The Chrysler Windsor name lasted many years – from 1939 to the end of US production in 1961 and in Canada in 1966. The Canadian 1961 to 1966 Windsor model was essentially the equivalent of the Chrysler Newport in the United States.
Our picture shows a the first new ‘Forward Look’ Chrysler Windsor, styled by Virgil Exner – a man credited with shaking up the whole of American car styling. Even before the 1955 Chryslers were launched, GM designer Chuck Jordan saw Exner’s hidden 1955 Chrysler range and convinced Bill Mitchell, head of General Motors styling, “to begin redesigning each car line, Chevrolet through Cadillac.”
The Windsor shown here shows the “spring special package” called Blue Heron; it cost $65 and could be ordered with a pale turquoise-blue-on-white colour scheme, or the reverse. There was another special paint job called Green Falcon – with the obvious colour scheme.

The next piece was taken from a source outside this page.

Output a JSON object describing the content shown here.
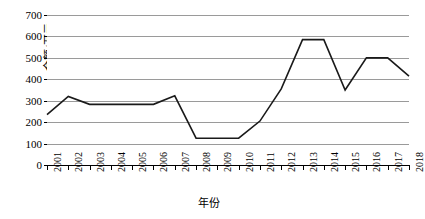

Following US tradition, the 1955 style lasted only one year. In 1956 the first Exner restyle of the whole Chrysler range emerged, introducing the first tail fins on a Chrysler car – and a new Highway Hi-Fi phonograph player option on the Windsor. In the Fifties, it seems that anything was possible in the confident US market.
Photo courtesy of The Richard Roberts Archive.